Fox Censors Stepped In On Family Guy When Some Made-Up Profanity Became Real

In the "Family Guy" episode "Patriot Games" (January 29, 2006), Peter (Seth MacFarlane) is enlisted to play for the New England Patriots after he charges through a crowd of people on his way to the bathroom at a high school reunion. Peter, the shallow egotist that he is, is soon fired for showboating, but at least he got to meet Tom Brady (himself). The plot continues into a snobs-vs.-slobs story wherein Peter becomes the coach for a British football team called the London Sillinannies. 

Like every episode of "Family Guy," "Patriot Games" contains many, many asides, pop culture references, and throw-away gags presented without any context whatsoever. Case in point: early in the episode, two characters are watching the news on TV, and the announcer, having finished speaking about the main story of the night, announces "Coming up: America's hottest new curse word. Clemen!" Or maybe it's "kleeman." There is no explanation as to what "kleeman" means, only that it has entered the lexicon of obscenities. 

Mike Henry wrote "Patriot Games," and he couldn't have known that he was inventing an actual cuss word. As one might predict, the writers of "Family Guy" butted heads with censors a lot, and they often received notes as to what words they could and could not use on the air (evidently "vagina" was forbidden). It seems that "kleeman" was a word several writers used as an in-joke around the office when they wanted to use "vagina." Henry seems to have written "kleeman" into "Patriot Games" as an extension of that joke. 

"Family Guy" writer Chris Sheridan spoke to CinemaBlend in 2020 and related a strange development. It seems that someone named Alex Pulido entered "kleeman" into Urban Dictionary as an actual cuss word ... and that it would have to be censored.

It smells like a kleeman in here. Open a window.

Sheridan succinctly summed up the origin of "kleeman," saying: 

"['Family Guy'] has been on long enough that we did a bit once where we had the word 'vagina' in an episode. They said, 'You can't say vagina on the air.' So we changed the word and we just came up with our own word and called it 'cleman.' We just swapped out 'vagina' with 'cleman,' and it was like, 'Oh, we'll just say that. No problem.'" 

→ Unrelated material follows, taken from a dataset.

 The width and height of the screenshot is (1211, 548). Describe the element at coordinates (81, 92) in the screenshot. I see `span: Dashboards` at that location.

And it wasn't a problem. Until it was. In a later episode, another writer wanted to make a callback to "kleeman," once again using it as a replacement word for "vagina." It sounds rude, of course — that's the point — but it was fair game, given that the "Family Guy" writers made it up. When Fox censors looked it up, however, they assumed "kleeman" was in popular usage. Sheridan continued: 

"[S]everal years later, we did a joke, and we use the word 'kleeman,' and they're like, 'Well you can't say that.' And we're like, 'What do you mean we can't say it?' 'Well no, it means vagina.' I was like, 'I know! We made it up.' But it made its way into the Urban Dictionary, and then we couldn't say it. I was like, 'I think that's completely unfair.' So when a show is on that long, it's just insane." 

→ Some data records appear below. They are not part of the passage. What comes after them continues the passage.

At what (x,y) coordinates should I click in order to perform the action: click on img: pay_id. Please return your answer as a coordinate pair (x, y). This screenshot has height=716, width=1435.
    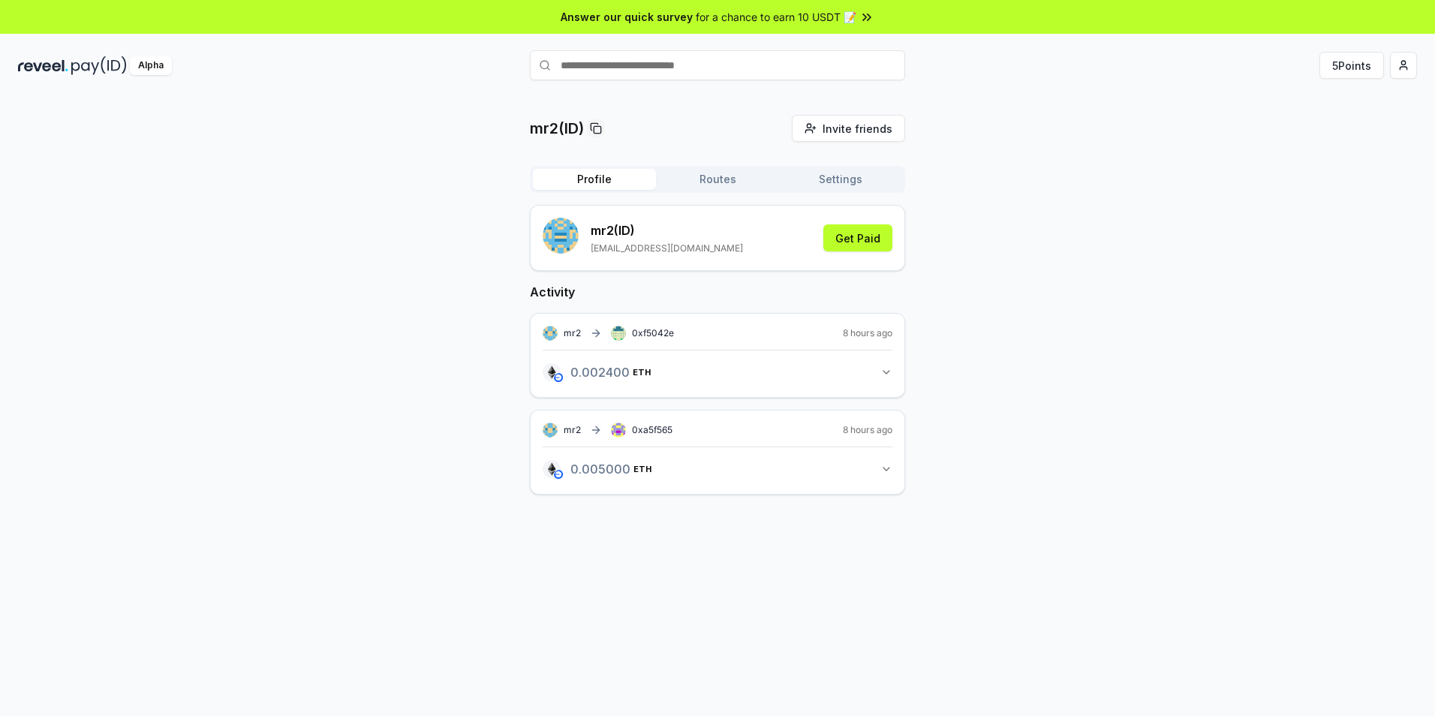
    Looking at the image, I should click on (99, 65).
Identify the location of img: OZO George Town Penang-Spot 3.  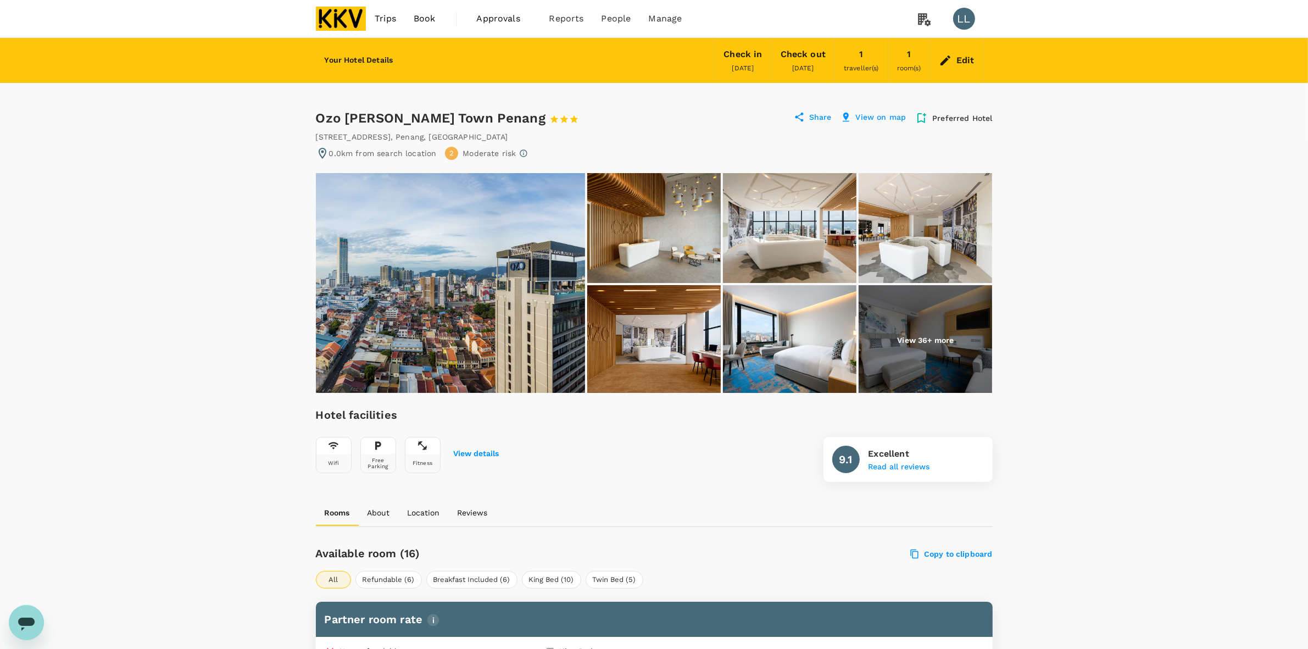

It seems that the adoption of kleeman into the Urban Dictionary was something of a prank pulled by an attentive "Family Guy" fan. It's unlikely that anyone has used kleeman earnestly in reference to any part of human anatomy. Like "dirty Sanchez" or "donkey punch," it was adopted as a slang term specifically because it doesn't exist. 

A perfectly cromulent word

These kinds of pranksterish neologisms do appear in the English lexicon from time to time. One might want to have a conversation with "The Simpsons" writer David X. Cohen and the episode "Lisa the Iconoclast" (February 18, 1996). In that episode, one character expresses befuddlement at the word "embiggen" appearing on Springfield's official iconography. A second character turns to the first and declares that it is "a perfectly cromulent word." It seems that "cromulent" was invented for that episode. It was a poetic word, however, and it soon became used in casual conversation. At last check, "cromulent" now appears in dictionaries. 

"Cromulent" was less of an impish prank like "kleeman" was, however.

One might also recall the New York Times article from 1992 wherein the paper's reporters aimed to uncover the new slang used by Seattle's booming grunge scene. They talked to a supposed authority on the matter, a young overcaffeinated woman named Megan Jasper, who had her finger on the pulse. Unwilling to entertain the Times' reporter, Rock Marin — and certainly sick of the way outsider rock is co-opted by the mainstream — Jasper started inventing slang off the top of her head. "Lamestain," "cob nobbler," and "swingin' on the flippity-flop" were actually printed in the Times as grunge-related slang, thanks to Jasper's prank. Weirdly, one of her invented slang terms — "rock on" used to say goodbye — has been used organically in public. Jasper is currently the CEO of Sub Pop Records.

Meanwhile, the current state of "kleeman" as a censorable cuss word is unknown. What a kungle.